CrossFit Inc., the rights holder to the CrossFit fitness regimen, announced it will cease the use of its Facebook and Instagram pages for the time being, citing a lineup of objections to how Facebook operates both social media platforms and its business at large.

“CrossFit, Inc. has placed Facebook and its associated properties under review and will no longer support or use Facebook’s services until further notice,” the company said in a May 23 release.
The company has a significant presence on both platforms. Its Facebook page has 3.1 million followers, its Instagram 2.9 million.

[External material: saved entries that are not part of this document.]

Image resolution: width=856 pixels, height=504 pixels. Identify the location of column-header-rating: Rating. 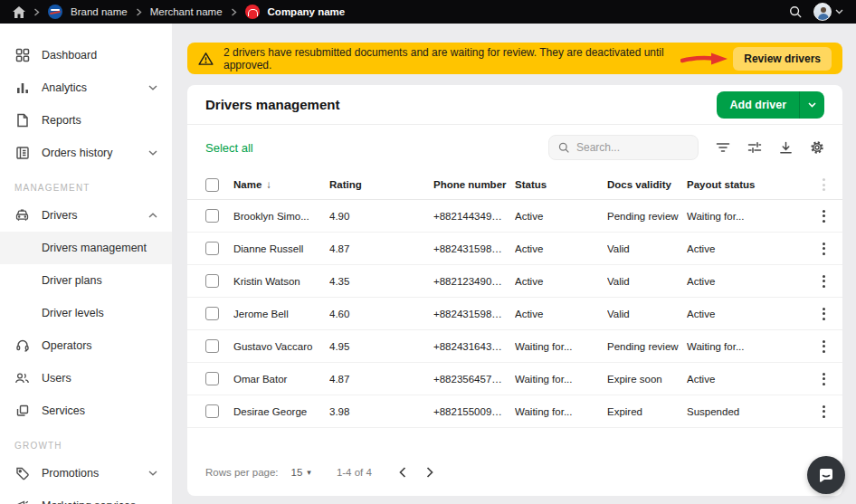
(382, 185).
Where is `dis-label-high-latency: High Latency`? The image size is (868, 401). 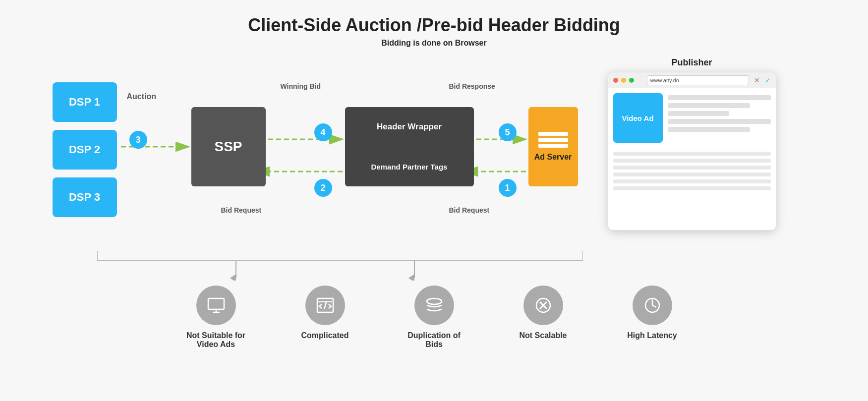 dis-label-high-latency: High Latency is located at coordinates (652, 336).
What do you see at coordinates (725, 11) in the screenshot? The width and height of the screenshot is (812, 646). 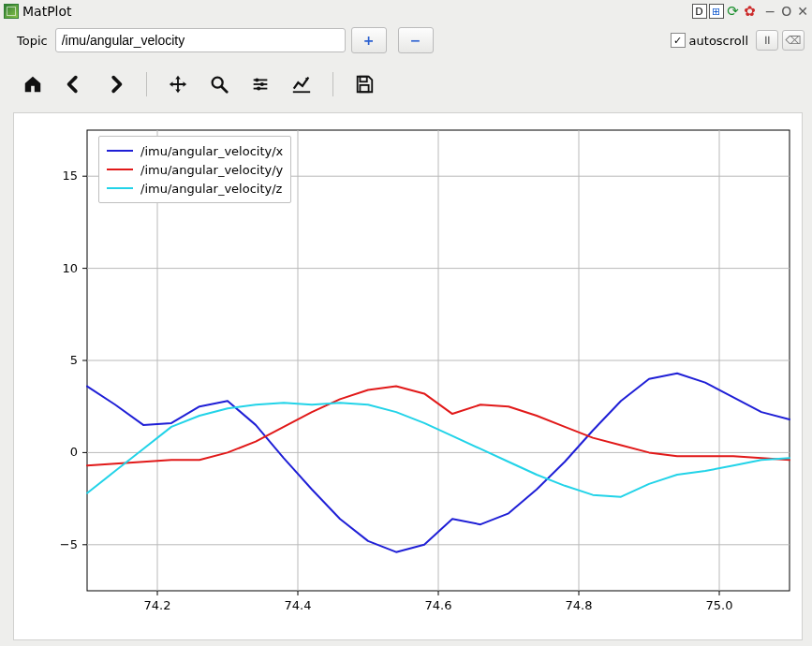 I see `titlebar-plugin-icons: D ⊞ ⟳ ✿` at bounding box center [725, 11].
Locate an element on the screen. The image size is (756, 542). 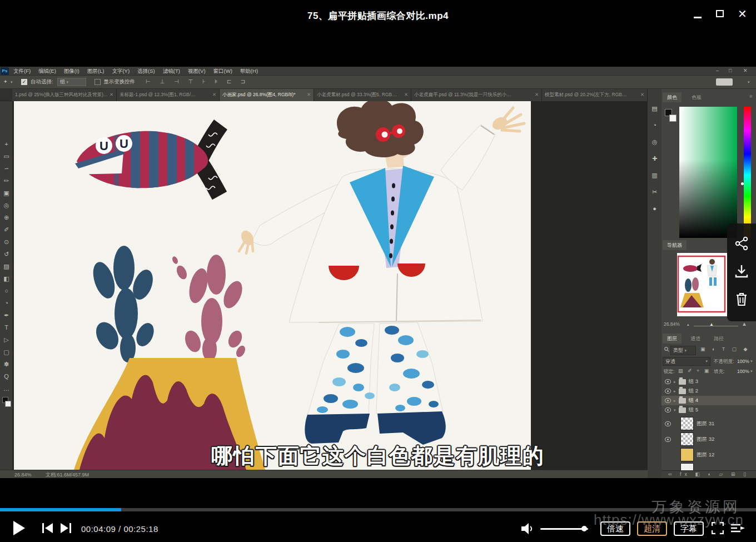
menu-layer: 图层(L) is located at coordinates (96, 71).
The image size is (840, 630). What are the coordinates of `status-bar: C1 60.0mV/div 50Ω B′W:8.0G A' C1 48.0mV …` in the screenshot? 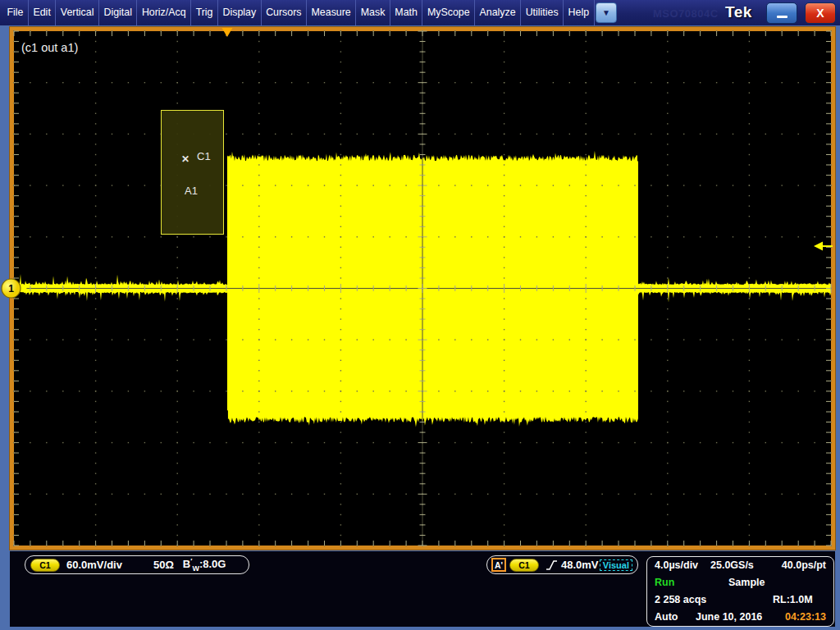 It's located at (422, 589).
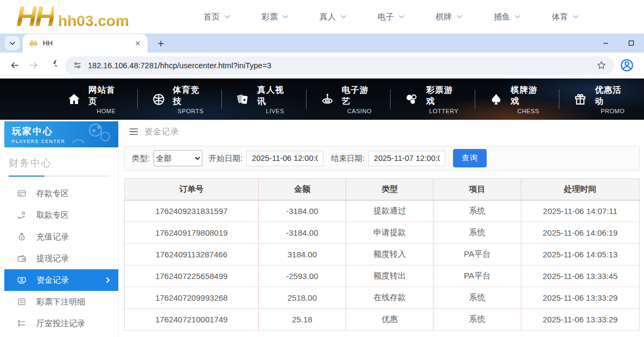 Image resolution: width=644 pixels, height=337 pixels. What do you see at coordinates (33, 66) in the screenshot?
I see `forward-button` at bounding box center [33, 66].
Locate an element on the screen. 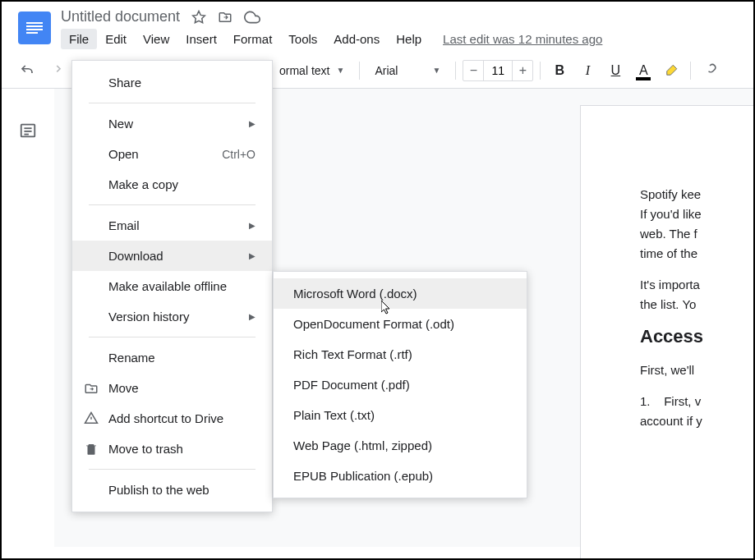 This screenshot has height=560, width=755. download-txt: Plain Text (.txt) is located at coordinates (400, 415).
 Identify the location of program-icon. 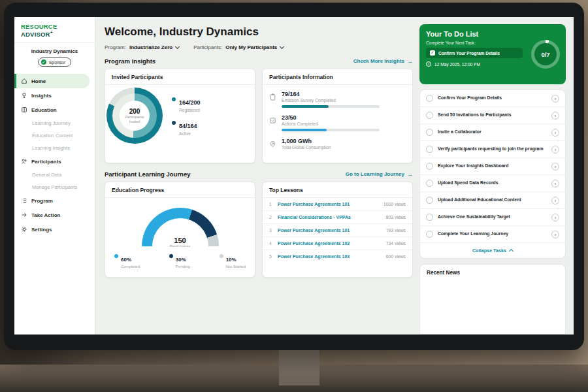
(24, 201).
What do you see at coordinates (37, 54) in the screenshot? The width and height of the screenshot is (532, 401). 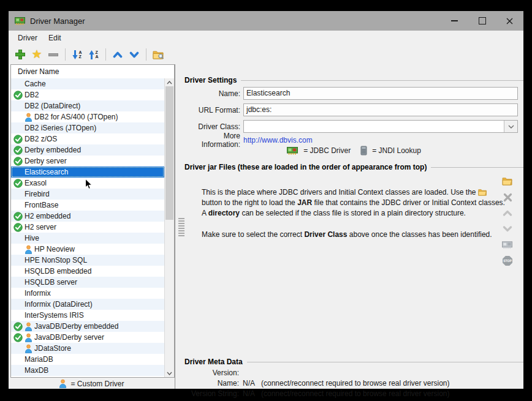 I see `create-from-template-button: ★` at bounding box center [37, 54].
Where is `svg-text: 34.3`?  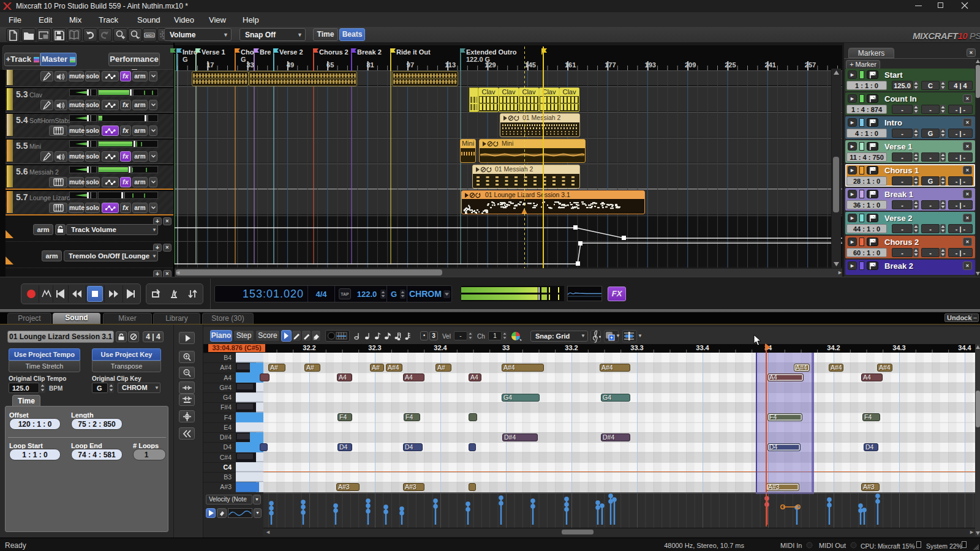 svg-text: 34.3 is located at coordinates (899, 348).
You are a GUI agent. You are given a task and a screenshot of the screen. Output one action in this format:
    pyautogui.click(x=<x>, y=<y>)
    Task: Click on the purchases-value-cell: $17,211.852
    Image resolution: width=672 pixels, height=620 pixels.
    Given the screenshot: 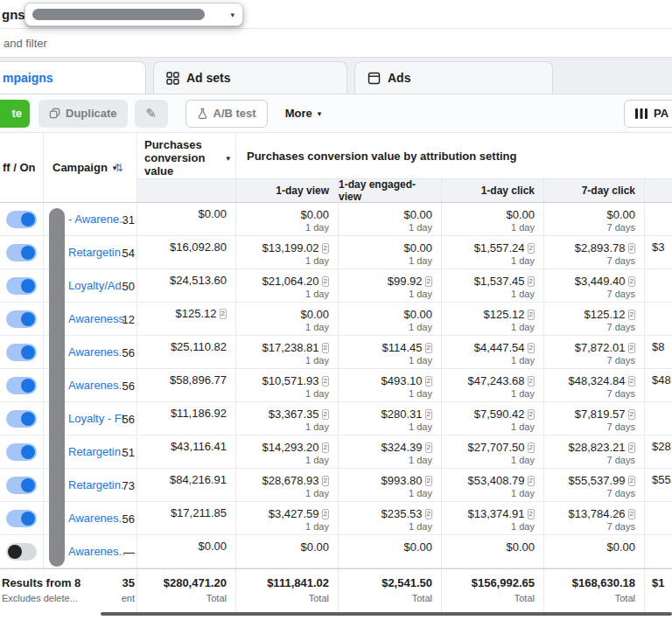 What is the action you would take?
    pyautogui.click(x=187, y=518)
    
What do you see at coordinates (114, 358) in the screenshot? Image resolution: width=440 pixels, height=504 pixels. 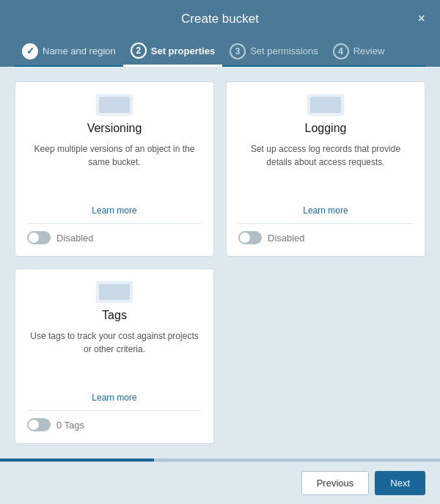 I see `tags-description: Use tags to track your cost against proj…` at bounding box center [114, 358].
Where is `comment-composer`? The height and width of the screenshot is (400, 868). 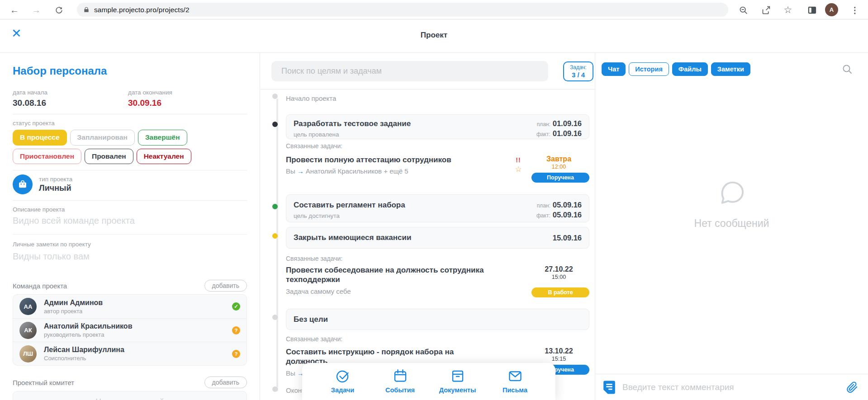 comment-composer is located at coordinates (732, 387).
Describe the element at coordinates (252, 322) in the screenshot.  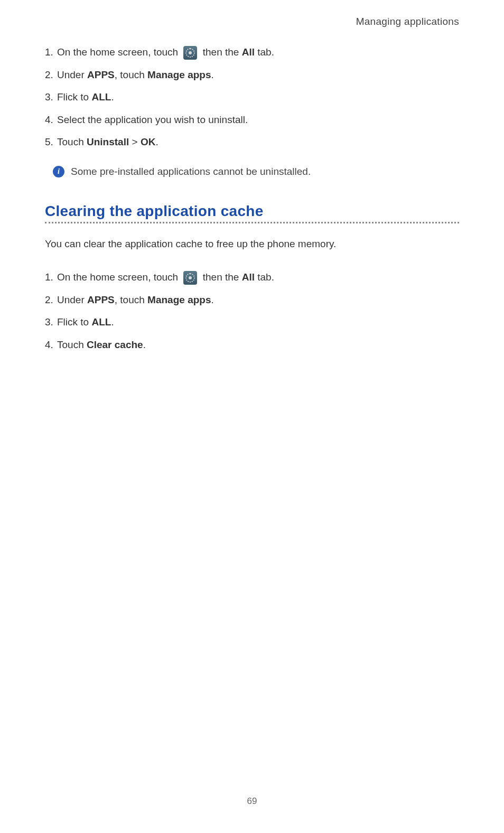
I see `cache-step-3: 3. Flick to ALL.` at that location.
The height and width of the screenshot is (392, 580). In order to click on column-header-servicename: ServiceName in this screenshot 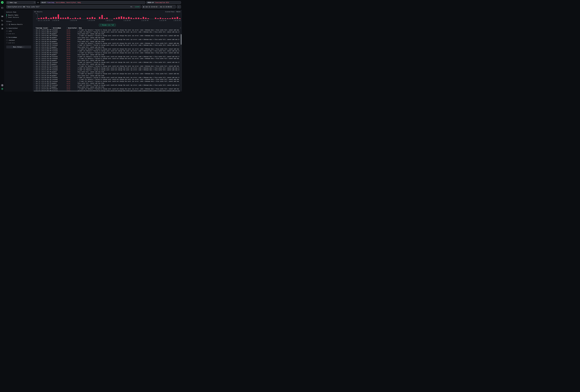, I will do `click(59, 28)`.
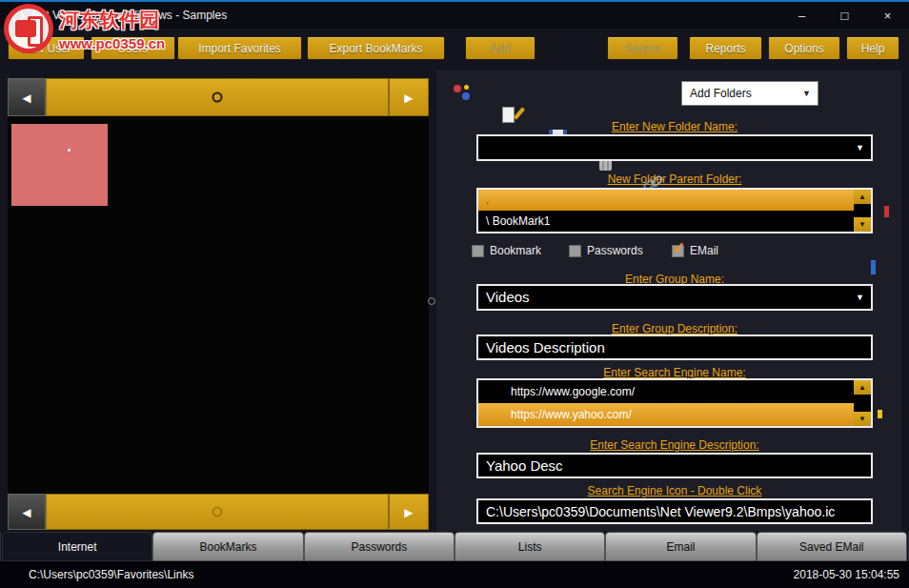 The height and width of the screenshot is (588, 909). I want to click on preview-position-track-top, so click(217, 97).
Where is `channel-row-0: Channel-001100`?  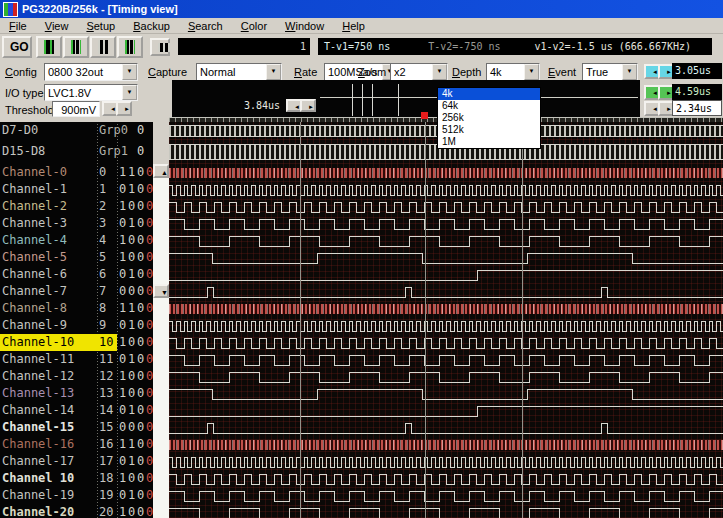 channel-row-0: Channel-001100 is located at coordinates (76, 172).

Its CrossFit Games pages have 2.7 million followers on Facebook and 2.4 million on Instagram, according to the CrossFit newsletter, Morning Chalk Up.

CrossFit is now encouraging people to follow it on its websites as well as on Twitter and YouTube.

The boycott was triggered after Facebook removed a South African user group called “Banting7DayMealPlan.”

That was “the final straw,” CrossFit founder Greg Glassman said, according to the newsletter.

“The group has 1.65 million users who post testimonials and other information regarding the efficacy of a low-carbohydrate, high-fat diet,” CrossFit said.

The page was taken down without explanation and later reinstated without explanation, the release said. “Facebook’s action should give any serious person reason to pause, especially those of us engaged in activities contrary to prevailing opinion.”

CrossFit describes itself as “a contrarian physiological and nutrition prescription” with a “community of 15,000 affiliates and millions of individual adherents stands steadfastly and often alone against an unholy alliance of academia, government, and multinational food, beverage, and pharmaceutical companies.”

It’s regimen called “CrossFit Essentials” consists of “constantly varied high-intensity functional movement coupled with meat and vegetables, nuts and seeds, some fruit, little starch, and no sugar.”

Public Square

CrossFit argues that Facebook, with its nearly 2.4 billion users worldwide, oversees “a significant share of the marketplace of public thought” and “thus serves as a de facto authority over the public square, arbitrating a worldwide exchange of information as well as overseeing the security of the individuals and communities who entrust their ideas, work, and private data to this platform,” the release states.

“This mandates a certain responsibility and assurance of good faith, transparency, and due process.”

The company continues by saying that “when it becomes clear that such responsibilities are betrayed or reneged upon to the detriment of our community,” CrossFit “can and must remove itself from this particular manifestation of the public square.”

“Common decency demands that we do so, as do our convictions regarding fitness, health, and nutrition, which sit at the heart of CrossFit’s identity and prescription,” it says.

Complaints

CrossFit lists eight objections to Facebook, including that the company shares users’ information with government authorities both in the United States and overseas, participates in mass government surveillance, sells users’ information, has weak intellectual property protections, and poor security that has led to data breaches.

It further argues that “Facebook censors and removes user accounts based on unknown criteria and at the request of third parties including government and foreign government agencies” and that “Facebook’s news feeds are censored and crafted to reflect the political leanings of Facebook’s utopian socialists while remaining vulnerable to misinformation campaigns designed to stir up violence and prejudice.”

Finally, it says, “Facebook is acting in the service of food and beverage industry interests by deleting the accounts of communities that have identified the corrupted nutritional science responsible for unchecked global chronic disease.”

A Facebook spokesperson declined to comment.

Under Siege

Facebook has faced scorn from multiple angles with different political factions coming with different mixes of complaints largely along the lines of those voiced by CrossFit, be it concerns over data privacy, election meddling, or censorship.
The criticism has reached a point where even conservatives are considering government intervention into the tech giants that wield power over the online discourse.
The Trump administration has recently set up a website where people can file a report if they believe their social media accounts have been banned, suspended, or otherwise affected because of political bias.

“SOCIAL MEDIA PLATFORMS should advance FREEDOM OF SPEECH,” the site says. “Yet too many Americans have seen their accounts suspended, banned, or fraudulently reported for unclear ‘violations’ of user policies.”

“We are monitoring and watching, closely!!” President Donald Trump commented in a May 3 tweet.
Petr Svab
Petr Svab
reporter
Petr Svab is a reporter covering New York. Previously, he covered national topics including politics, economy, education, and law enforcement.